1. "Our Message to the Moon"
First watch the culmination of student thinking that will travel as a message to "the future us" on the moon. 2. Explore the student idea capsules. Think about a reflection a student shared after their experience crafting future governance. Consider the objects that emerged to represent student reflections.
(Scan below to "step" 😉 into the exhibition.)

The Message


The Great Color begins as a whisper of ideas

Student Voice Artifacts
 

Students came from different disciplines drawn by four shared impulses: the excitement of a blank slate with no inherited rules; personal dreams about space and science; the challenge of imagining new ways to organize collective life; and simple openness — to learn, exchange, and encounter perspectives beyond their own.

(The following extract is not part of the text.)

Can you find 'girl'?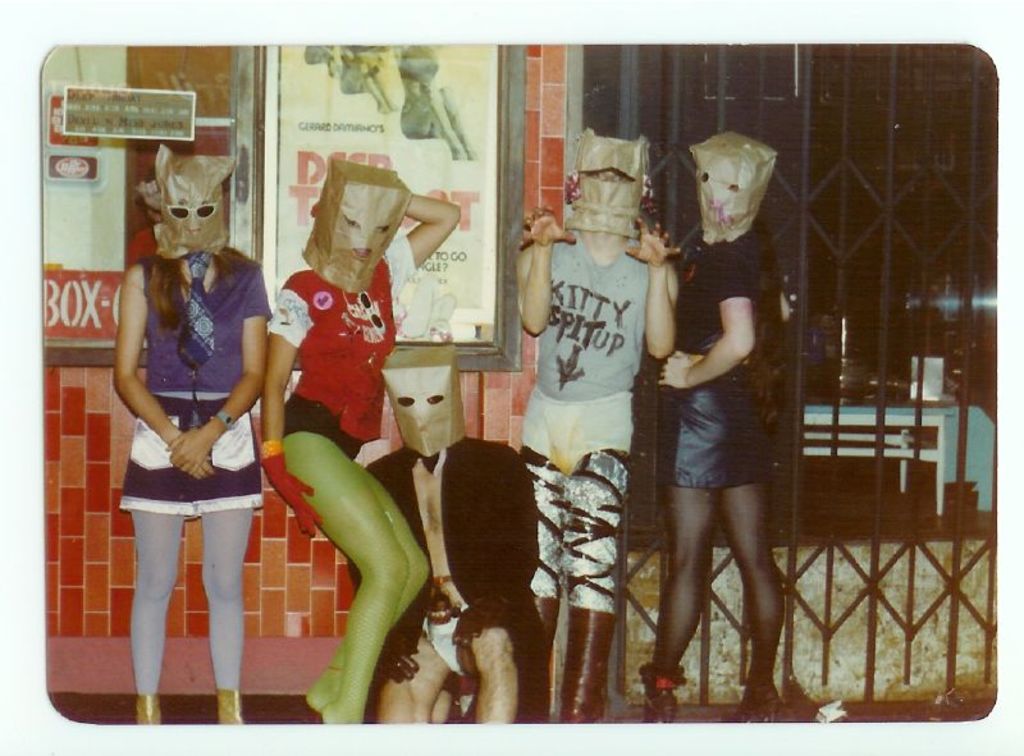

Imagine and begin together.

More student perspectives...

Curator's Note: The "proof of presence' videos remain in the Spanish language. A capsule object, curated by The Museum represents a key takeaway from each student. The object is explained in the students own words, in the original Spanish and translated to English.

Imagine and begin together.

LunARC Lunar Gallery: Student Idea Capsules
NUR Bolivia LabApril 2026

Exhibition Notes:

1. At the culmination of 2.5 days of work the students were asked to respond to the following question: After two and a half days in this workshop stretching your imagination, what do you now imagine is possible: for yourself, for your community, for the Earth and for humans who will one day live in space and call the moon home?

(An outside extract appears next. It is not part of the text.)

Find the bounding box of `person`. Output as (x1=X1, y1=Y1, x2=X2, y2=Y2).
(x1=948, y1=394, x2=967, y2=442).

2. They were asked to speak directly to the people who will live in that future they'd imagined.

 

3. To imagine their voice and presence recorded and carried — literally — toward the Moon. 

4. The exhibition is this "proof of presence." The voice behind the ideas that will be carried forward to the moon as a part of the first Lunar University.

 

Imagine the being that might one day watch these students offer their wisdom.

Created on behalf of LunARC in partnership with project sponsor MoonDao and project partners  NUR University & ICAAD.

From LunARC's statement about the lab from which the exhibition artifact were derived:

 

"The final reports from this creative lab will be shared in governance and space policy arenas. Student contributions will also travel to the Moon as part of the Lunar Codex Hinatea archive aboard Astrolab's FLEX rover, launching via a commercial rocket no earlier than mid-2027.

 

What was imagined in Santa Cruz, Bolivia, will become part of the permanent lunar record."

For humans who will live in space — ¿Para quienes vivirán en el espacio La cooperación, la

Source via Public Domain Review: Plate 72 from Ernst Haeckel’s Kunstformen der Natur (1904), depicting a grove of mosses (referred to by Haeckel as “Muscinae”, a label now obsolete) — Source.